Finiteness. The graph that represents your model is finite, albeit very large, because the number of layers in a Transformer is fixed, and each layer cranks through a finite number of tensor operations, and the amount of data in a model is finite. Admittedly, it's a weird type of “finite” that is so large as to be beyond human ability to understand the model data. Nevertheless, ML compilers create a massive but finite graph representation of your model and then crank away on it looking for optimization transformations.
Acyclic graph. In fact, the graph representation of a model is a finite “directed acyclic graph” (DAG) because all of the operations progress forward. There are no loops or cycles going backwards in the encoder or decoder architectures. The only loop is “outside” of the graph, where this entire graph of the model's encoder-decoder structure can be repeatedly executed by the autoregressive decoding algorithm (see Chapter 26 for decoding algorithms). Hence, the production of a single token from the AI engine doesn't have a loop backwards, and the graph is acyclic, which means the ML Compiler can use various graph optimization algorithms. The graph represents the sequence through all layers of an encoder and/or decoder, and each layer is a sub-graph where input data propagates through various nodes that do operations (e.g. MatMul, normalization, etc.), until a final output vector is produced.
Graph Optimizations. The ML compiler improves speed by using graph algorithms to find ways to optimize execution. Methods include:
- Algebraic optimizations
- Kernel fusion
- Parallelization algorithms
Algebraic optimizations can be performed at a single node in the graph, or sometimes in a pair of nodes. As an example of a single-node algebraic optimization, since all the model's weight data is known at ML-compile-time, if there is a weight vector that is all zeros, the ML compiler can detect this redundant operation and nullify it. Some kinds of optimizations can propagate through the graph, analogous to sequential “constant propagation” algorithms in programming language compilers, but where each node is usually a vector operation.
Kernel fusion is the merging of two operation nodes into a combined single operation node.
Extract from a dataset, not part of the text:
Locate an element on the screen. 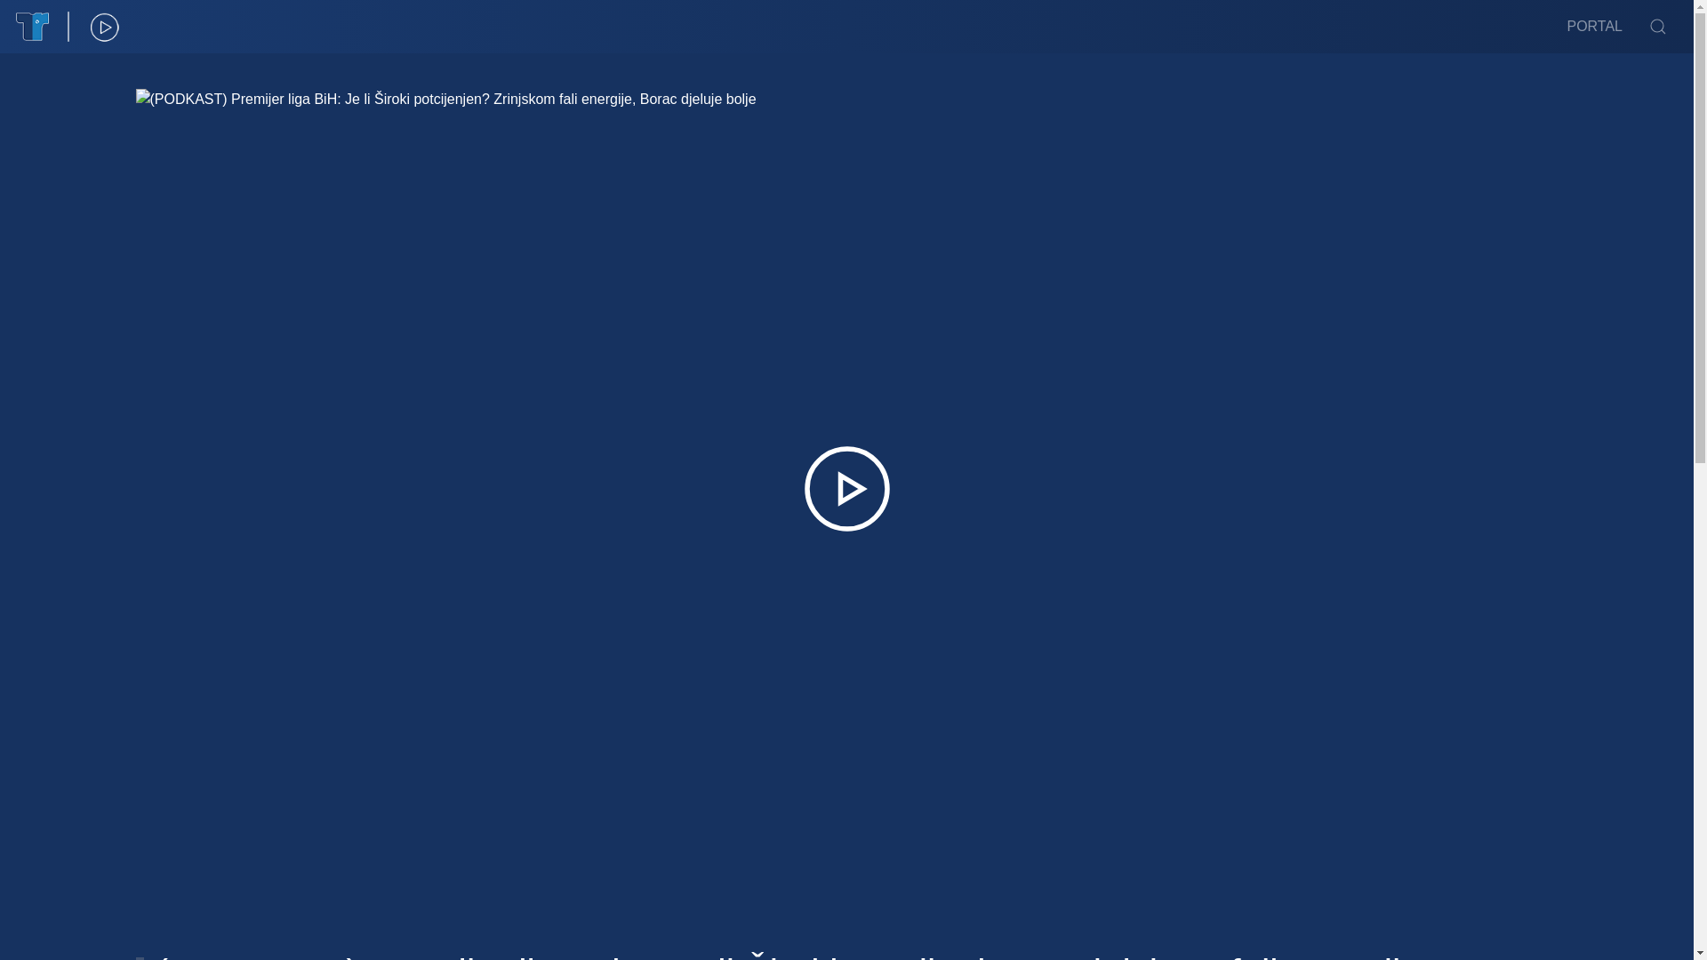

There are many combinations of operations that occur in sequence across the graph, and combining the code for two operators can be faster. For example, if there's a matrix-vector multiply node followed by a RELU node, these can be “fused” into a single node that does matrix-vector-multiply-RELU as one operation.
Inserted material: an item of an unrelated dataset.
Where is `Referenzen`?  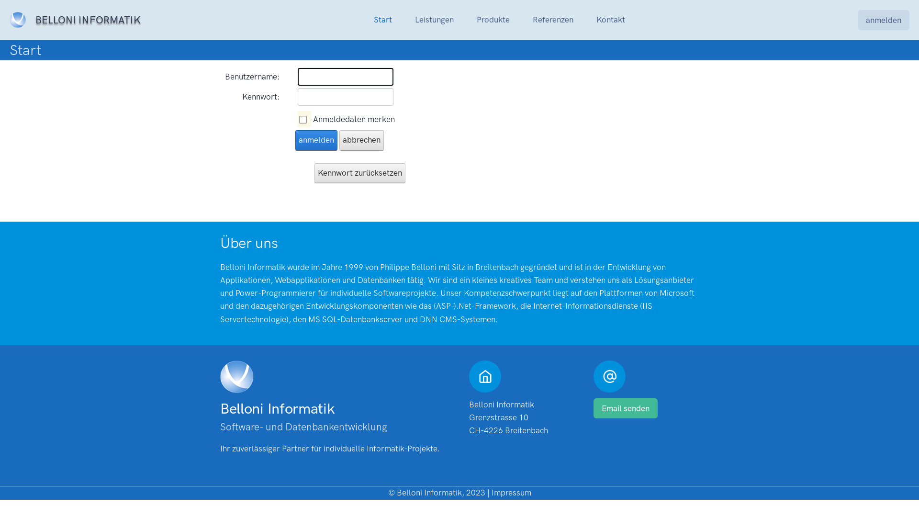
Referenzen is located at coordinates (553, 20).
Parallelization optimizations at a low-level are inherent to the various algebraic and kernel fusion optimizations done by the ML compiler. However, the compiler can also do high-level parallelization, because it can know from the graph's ordering which operations depend on each other, in what sequence, and which ones can be done independently in parallel. Hence, an ML compiler can use advanced scheduling algorithms to efficiently parallelize node operations and marshal data into the GPU (or multiple GPUs) in a way that keeps the pipeline full (no “bubbles”).